The February 9 issue of The Tablet has a beautiful article by Carolyn Butler, daughter of the late novelist and journalist Angela Lambert. It describes the spiritual reconciliation that took place over the last months of her mothers life as the daughter took care of the mother and they embarked upon conversations impossible before, especially since Carolyn converted to Catholicism. Upon her mothers death, she found a long essay by her mother, never published, "My daughter the Roman Catholic," which ended: "I believe that the Roman Catholic Church has repaired the harm done to her as a child and a teenagermuch of it done by me. I believe that without it, she might have spent her life in the hands of shrinks or charlatans or worse. It believe it confers upon her an identity and even a kind of peace which this difficult, beautiful, forgiving child of mine otherwise might never have found."And theres a lovely tribute to the enduring power of the Psalms. As her mother lay dying, Carolyn writes, "I began to read the Psalms to her, which I found painfully consoling. Those ancient voices reaching out across the centuries in their anguish and praise seemed to do justice to someone at the end of their lifeand to me in my own extremis."

Rev. Joseph A. Komonchak, professor emeritus of the School of Theology and Religious Studies at the Catholic University of America, is a retired priest of the Archdiocese of New York.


Exercise directions: Within the material below, tally every line that holds the word "difference", then give the tally and nothing more.

Listed records:
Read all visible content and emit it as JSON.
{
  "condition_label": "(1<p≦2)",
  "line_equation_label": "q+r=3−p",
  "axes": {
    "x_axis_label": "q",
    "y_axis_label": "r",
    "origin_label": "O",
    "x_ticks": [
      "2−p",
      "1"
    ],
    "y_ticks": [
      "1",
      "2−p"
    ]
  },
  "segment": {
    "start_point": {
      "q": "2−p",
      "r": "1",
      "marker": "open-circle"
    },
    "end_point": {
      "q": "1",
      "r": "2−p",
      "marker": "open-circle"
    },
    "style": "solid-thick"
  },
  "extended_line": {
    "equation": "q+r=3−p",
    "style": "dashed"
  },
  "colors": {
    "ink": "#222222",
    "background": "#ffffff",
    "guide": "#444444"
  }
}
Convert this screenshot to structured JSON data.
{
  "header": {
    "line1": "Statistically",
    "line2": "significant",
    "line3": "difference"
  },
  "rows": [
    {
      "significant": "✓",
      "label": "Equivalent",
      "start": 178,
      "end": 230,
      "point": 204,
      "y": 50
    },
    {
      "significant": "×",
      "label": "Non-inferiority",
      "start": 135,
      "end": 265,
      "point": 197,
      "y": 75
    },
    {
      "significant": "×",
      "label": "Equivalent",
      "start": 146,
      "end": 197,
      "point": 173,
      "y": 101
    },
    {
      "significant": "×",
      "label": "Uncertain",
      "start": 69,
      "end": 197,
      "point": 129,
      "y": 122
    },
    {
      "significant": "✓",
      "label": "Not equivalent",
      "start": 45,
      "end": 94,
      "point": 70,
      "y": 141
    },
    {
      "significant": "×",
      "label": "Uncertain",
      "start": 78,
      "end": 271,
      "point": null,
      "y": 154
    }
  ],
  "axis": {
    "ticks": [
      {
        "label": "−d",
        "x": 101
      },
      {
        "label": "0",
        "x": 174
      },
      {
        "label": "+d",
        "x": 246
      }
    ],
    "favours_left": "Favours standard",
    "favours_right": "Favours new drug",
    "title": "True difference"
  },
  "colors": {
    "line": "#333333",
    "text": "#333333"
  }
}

Expected output: 2